Wed 12 Nov 2025
A 1001 Midnights PI Review: WILLIAM CAMPBELL GAULT – The Hundred-Dollar Girl.
Posted by Steve under 1001 Midnights , Reviews[2] Comments
by Bill Pronzini
WILLIAM CAMPBELL GAULT – The Hundred-Dollar Girl. PI Joe Puma #6. Dutton, hardcover, 1961. Signet S2205, paperback, 1962.

Sports — in particular football, boxing, and golf — play strong roles in many of Gault’s mysteries. Ex-jock Brock Callahan solves pro-football-related crimes in Day of the Ram and Dead Hero (1963). One non-series book, Fair Prey (1956), published under the pseudonym Will Duke, has a golfing background; another, The Canvas Coffin (1953), deals with the fight game and has a boxer protagonist. The Hundred-Dollar Girl likewise deals with the seedy world of professional prizefighting.
This novel is also the seventh and last to feature Gault’s other series character — and second private eye -Joe Puma.
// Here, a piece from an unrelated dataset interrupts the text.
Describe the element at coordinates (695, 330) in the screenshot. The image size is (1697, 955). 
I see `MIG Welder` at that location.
Puma is tougher than Callahan, more of a loner, but imbued with the same human qualities; Anthony Boucher wrote of him, “He is big and muscular and can give and take punishment; he drinks and wenches and has his own ideas about professional ethics. But Gault has created him so firmly and skillfully that he is a man and not a pornographic puppet … an understandable and not too happy man, sometimes likable, sometimes exasperating and always real.”
Puma made his first appearance in a pseudonymous book — Shakedown (1953), as by Roney Scott — but it wasn’t until 1958 that he emerged in full style; his first two major cases, End of a Call Girl and Night Lady, were published that year by Fawcett Crest, and three others followed in 1959-60. The Hundred-Dollar Girl is Puma’s only hardcover appearance.
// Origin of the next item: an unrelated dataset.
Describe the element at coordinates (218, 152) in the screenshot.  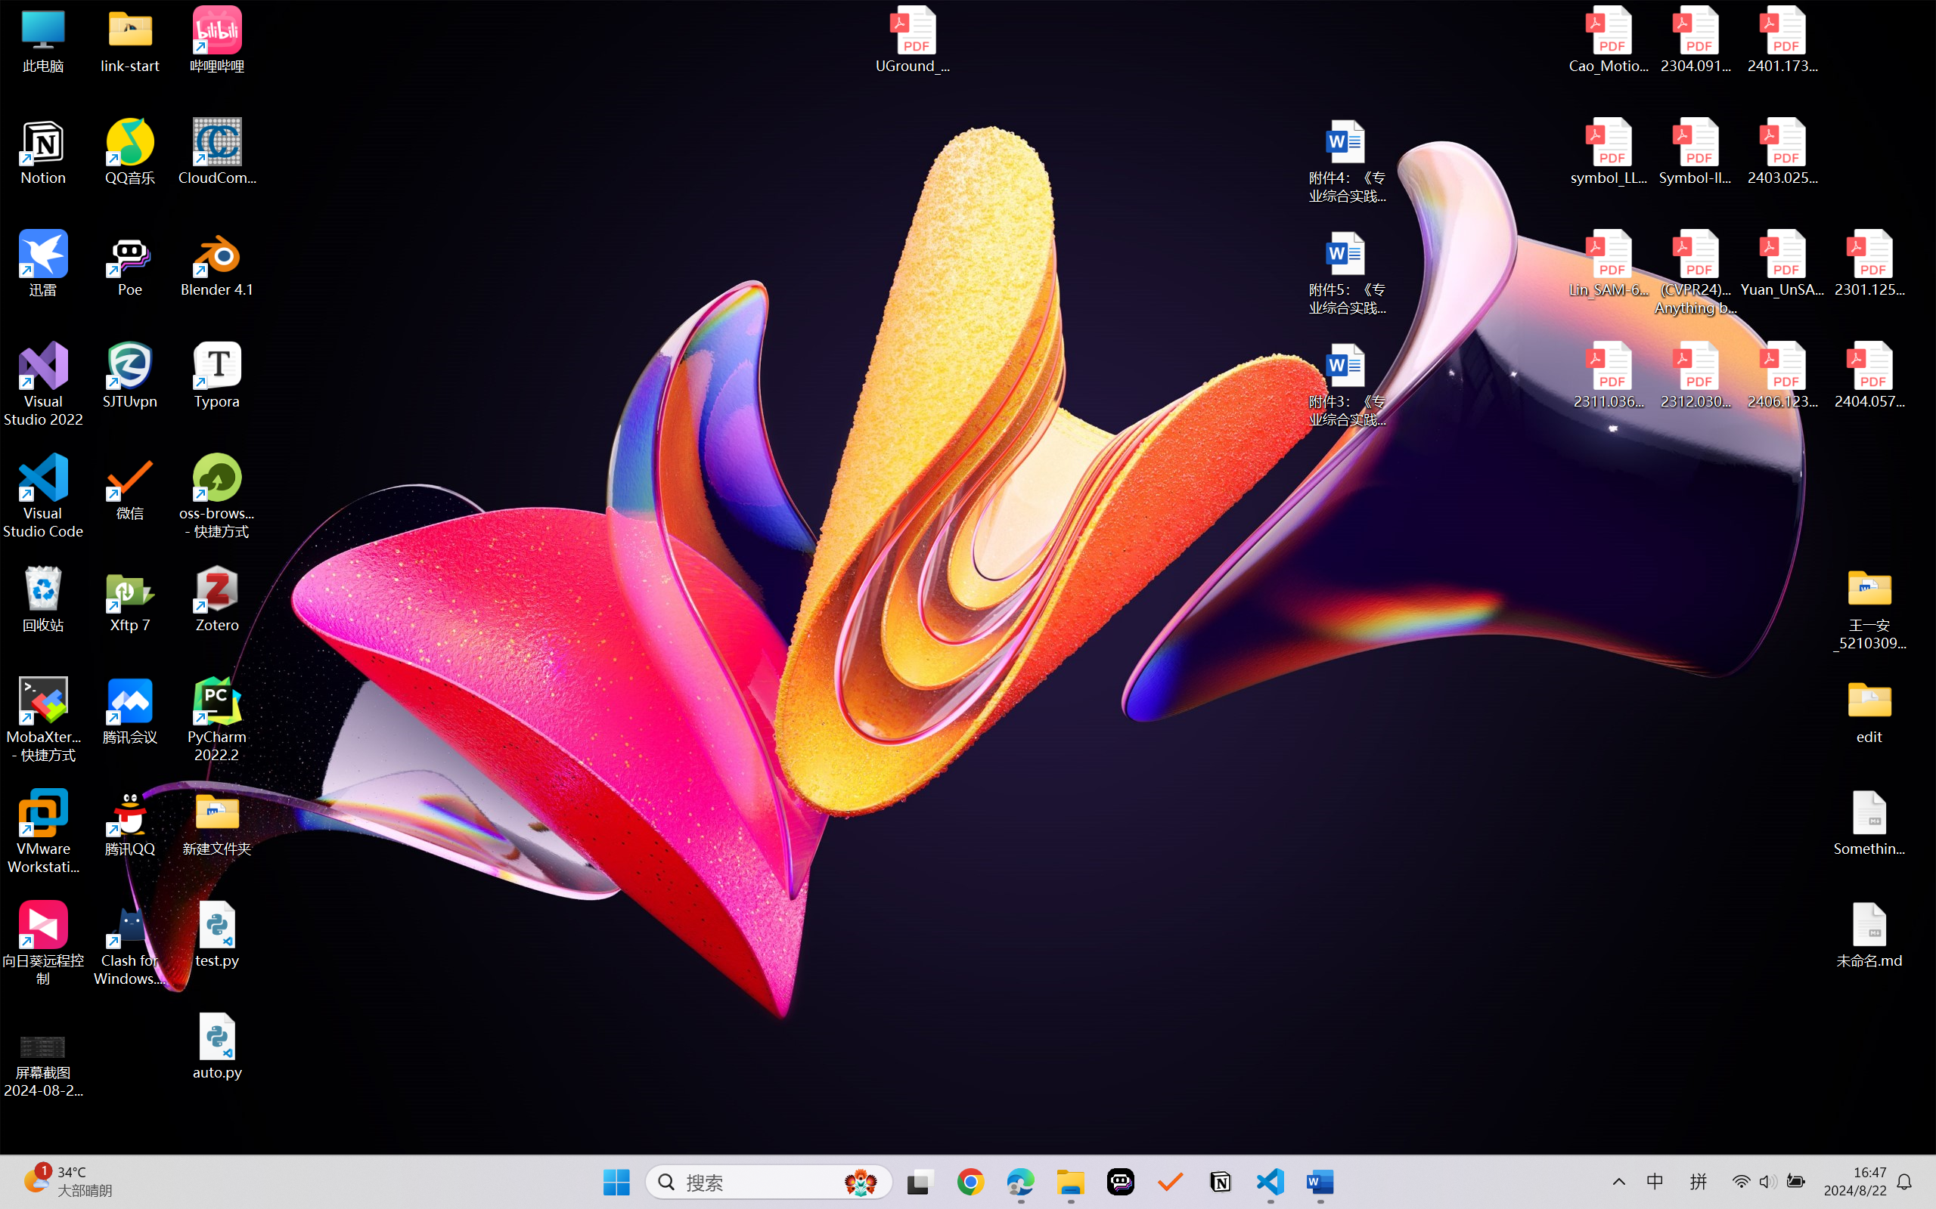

Hired by Terry Lopez to keep her young boxer husband from being forced by his unscrupulous manager, Gus Galbini, to throw a fight, Puma is almost immediately plunged into a murder investigation when Galbini turns up dead. Galbini’s wife also hires him: She has special reasons for wanting to find out who killed her meal ticket.
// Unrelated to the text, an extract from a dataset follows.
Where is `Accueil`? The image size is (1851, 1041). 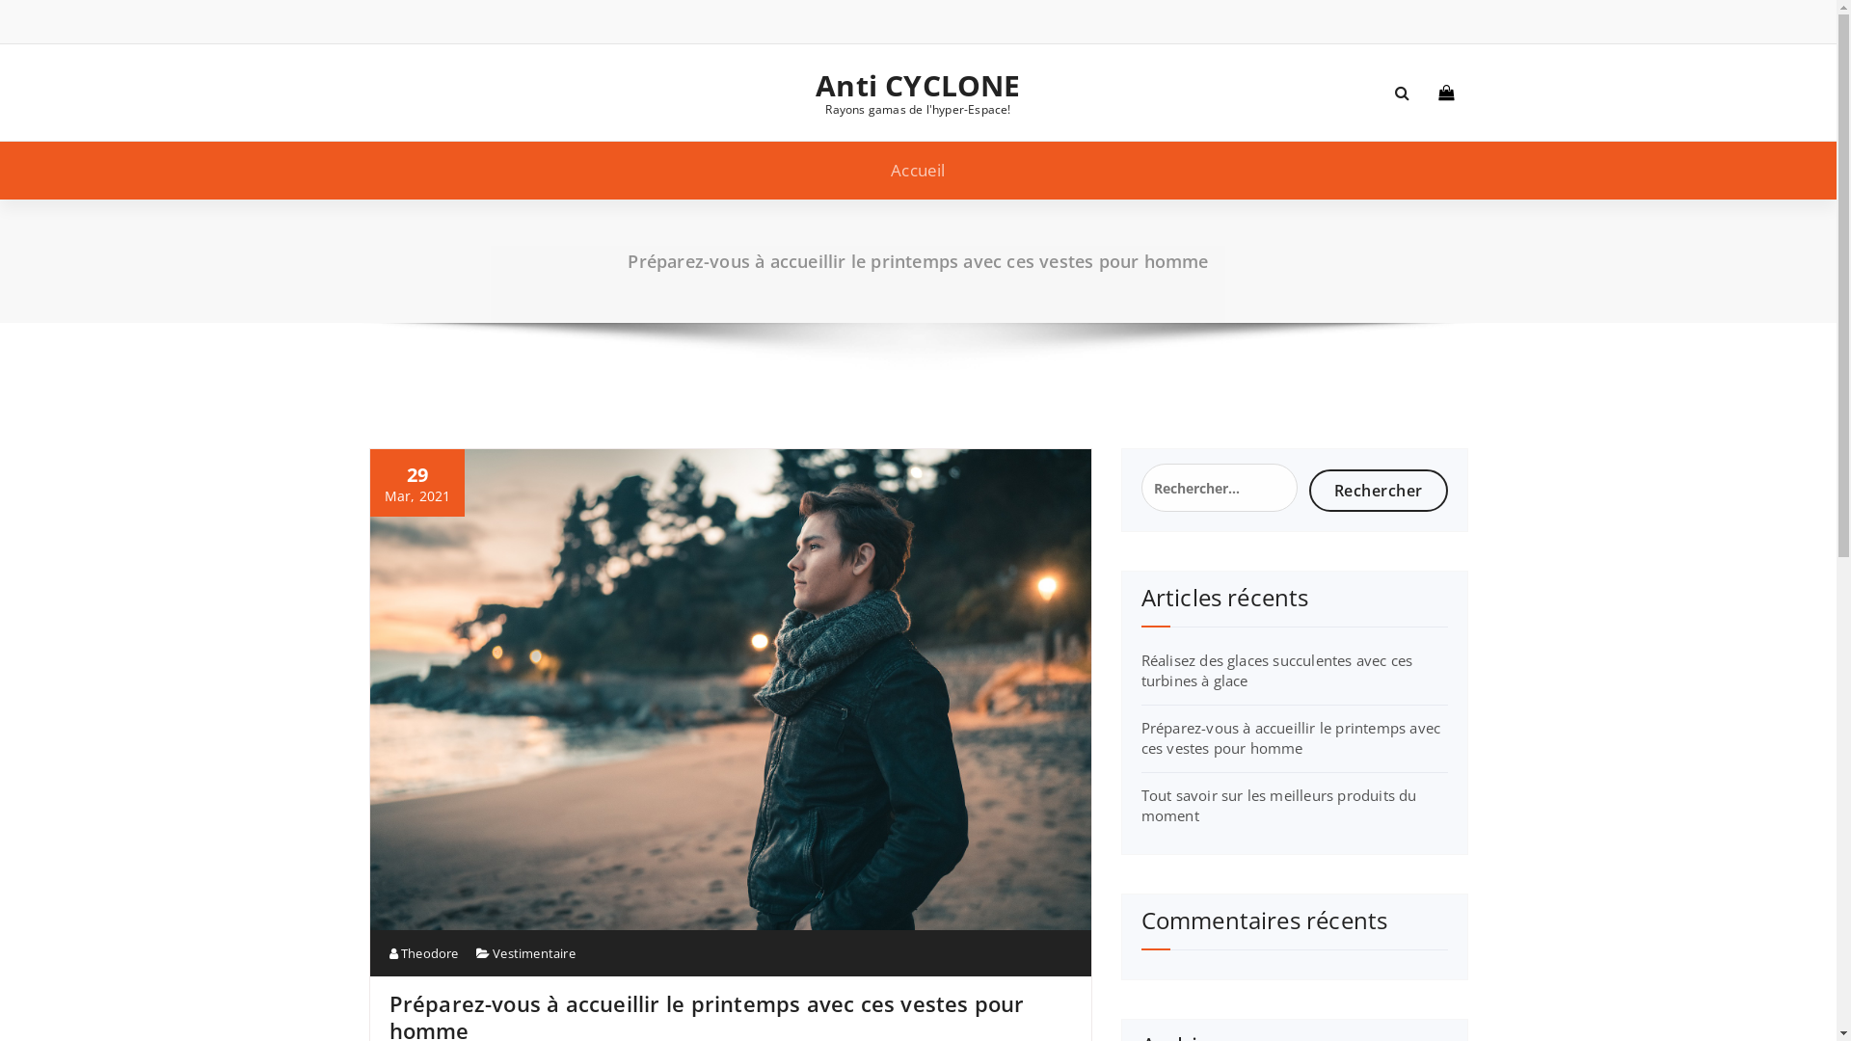 Accueil is located at coordinates (918, 171).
A variety of hoodlums and beautiful women complicate matters and lead Puma on a perilous course to the (surprising) identity of Galbini’s killer. The Dutton edition’s dust jacket blurb calls this “a story of violence and death at ringside, replete with action and color and full of the authentic atmosphere of life in the ring and life in the underworld.” For once, dust jacket blurb is not only accurate but justified in its praise.
Gault also brought Joe Puma back in The Cana Diversion,but he brought him back dead: The central premise of that novel is Brock Callahan’s search for Puma’s murderer. Those of us who liked Big Joe as well as we like Callahan, if not more so, may never quite forgive Bill Gault for so cold-bloodedly knocking him off.
———
Reprinted with permission from 1001 Midnights, edited by Bill Pronzini & Marcia Muller and published by The Battered Silicon Dispatch Box, 2007. Copyright © 1986, 2007 by the Pronzini-Muller Family Trust.
November 13th, 2025 at 2:58 pm
Bill
Re your last paragraph. You’re not the only one. I started reading THE CANA DIVERSION, but had to stop very early on. It might be a clever idea for a detective story, but that’s in theory. I couldn’t do it. I just couldn’t read any further.
November 15th, 2025 at 3:56 am
Human though he was no one could accuse Joe Puma of being medium boiled the way they sometimes do Callahan. Gault handles the slightly sleazier side of things as ably as he did Callahan’s more upscale world, and usually delivers a good mystery along the way.